The Customer Empowerment Fallacy: How Technology is Eroding the Customer Power

Do you remember who was the TIME magazine the 2006 Person of the Year? In case you don’t, it was you, me and all the people of the world who had access to the Net: armed with the Internet and the social media the customer seemed to have been able to change the market power game and be for the first in modern history on the market steering wheel (See link). Marketers baffled by the decreasing effectiveness of the traditional marketing communication and the time-honored persuasion tactics had no other choice but accept the fact that their full and undisputed control on the media and message was a thing of the past.

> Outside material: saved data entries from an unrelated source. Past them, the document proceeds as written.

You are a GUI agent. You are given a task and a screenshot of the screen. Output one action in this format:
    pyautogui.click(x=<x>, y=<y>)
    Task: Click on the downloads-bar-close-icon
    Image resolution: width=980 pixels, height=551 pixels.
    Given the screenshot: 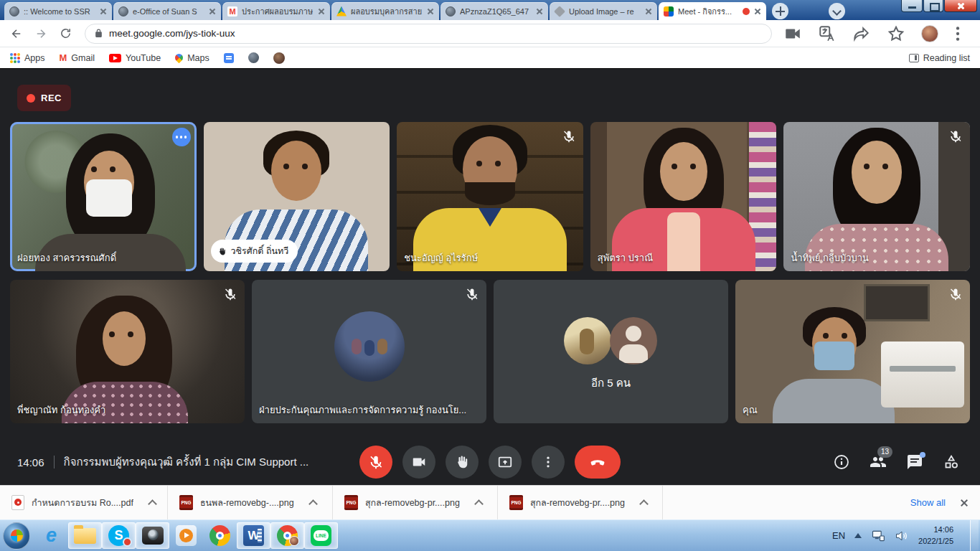 What is the action you would take?
    pyautogui.click(x=964, y=503)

Praised as one of the major upshots of technology democratization, social networking, citizen journalism, and customer engagement, the customer empowerment became a major nightmare of the marketers forced to open their business to customer scrutiny and expose them to social media publicity disasters. The Customer Empowerment as a game changer was something I consistently would mention to my students at the very start of my Digital Marketing courses the last years: the smart, tech-savvy and networked customer was not anymore the weak link in the Marketing Equation.

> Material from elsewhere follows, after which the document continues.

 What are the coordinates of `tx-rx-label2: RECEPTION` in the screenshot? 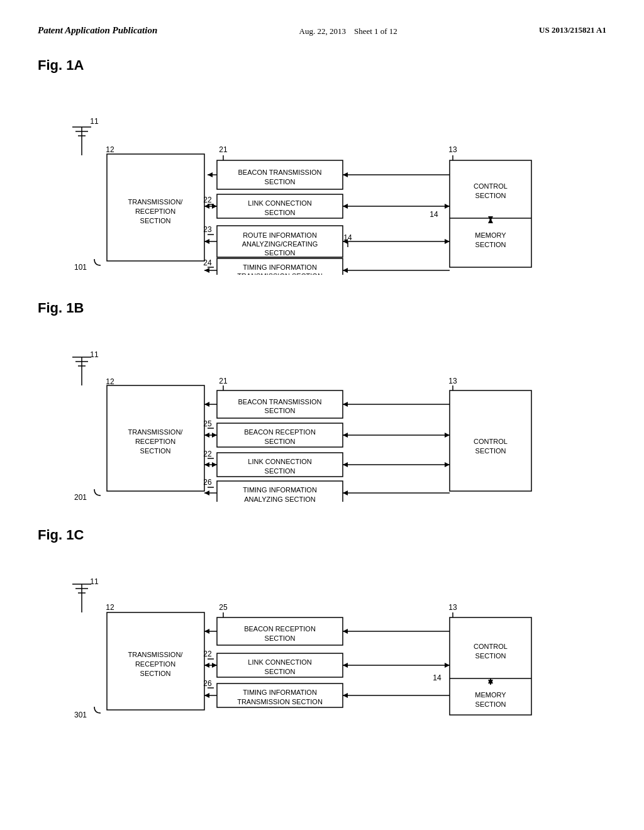 It's located at (155, 211).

Is the Customer Empowerment still the case? I am not sure at all and certainly, I have to think twice before I say this to my students again. The very technology that empowered the consumer during the last decade seems to work some time now again to the marketer's advantage. In fact, I have some bad news for the empowered consumer: Marketers armed with AI, immense computer power and zillions of bytes of customer data are quickly gaining the market upper hand. Customer profiling based on data trails consumers create online gives marketers new tools to create detailed customer profiles and predict as well as influence their behavior in ways we need to look at and discuss in more detail.

In the Market Power / Technology grid I attempt to describe how I look to this issue. The years in the timeline represent some in my view milestones of the marketing power journey.